Let’s take a moment to think about your résumé in the context of your entire law school application. What information is already out there? There’s your law school personal statement, your transcript, and whatever it is you wrote on the application itself. Include as little information from those three items as possible on your résumé. I can give you two reasons to adopt this strategy.

First, those reviewing your law school application are trying to determine what type of lawyer you’ll be. They want to know that you value economy in preparing documents and have a keen sense of strategy. Redundancy is not your friend. Your résumé is your chance to make a point (or seven) that you haven’t had the space to make elsewhere. Not only will you appear a more complete candidate, you will also appear a more competent one.

Second, your résumé is your chance to make your seemingly irrelevant experience seem relevant in the legal context.
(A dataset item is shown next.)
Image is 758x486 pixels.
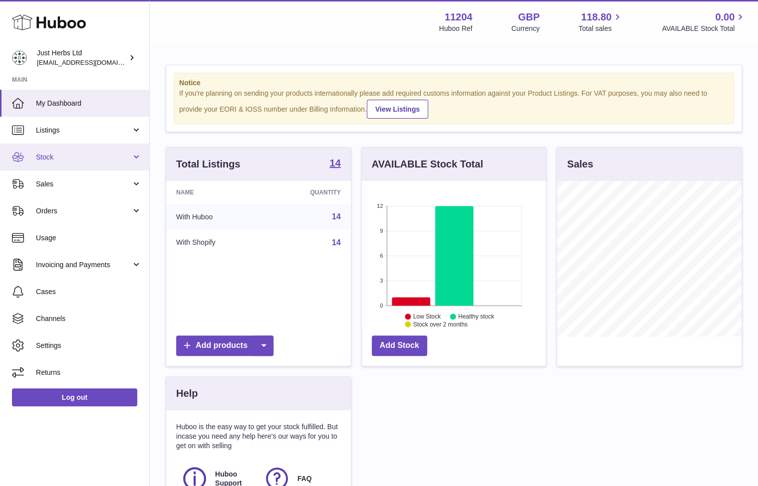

Think about those skills that the legal world values — the ability to clearly express yourself, cogent analysis and a desire to read. Figure out ways in which the things you’ve done would benefit you in the legal context and describe your experience in those terms. Get creative and help your cause.

So don’t sweat it if you don’t have a bunch of law-related experience. Most people don’t. What you do have is the ability to make as good a case as possible for yourself. You can do so by making your past experience seem applicable in the legal context. Whether or not that’s true isn’t relevant. What’s relevant is that you’ve made a good case for yourself.

And that’s something that those reading your law school application will respect.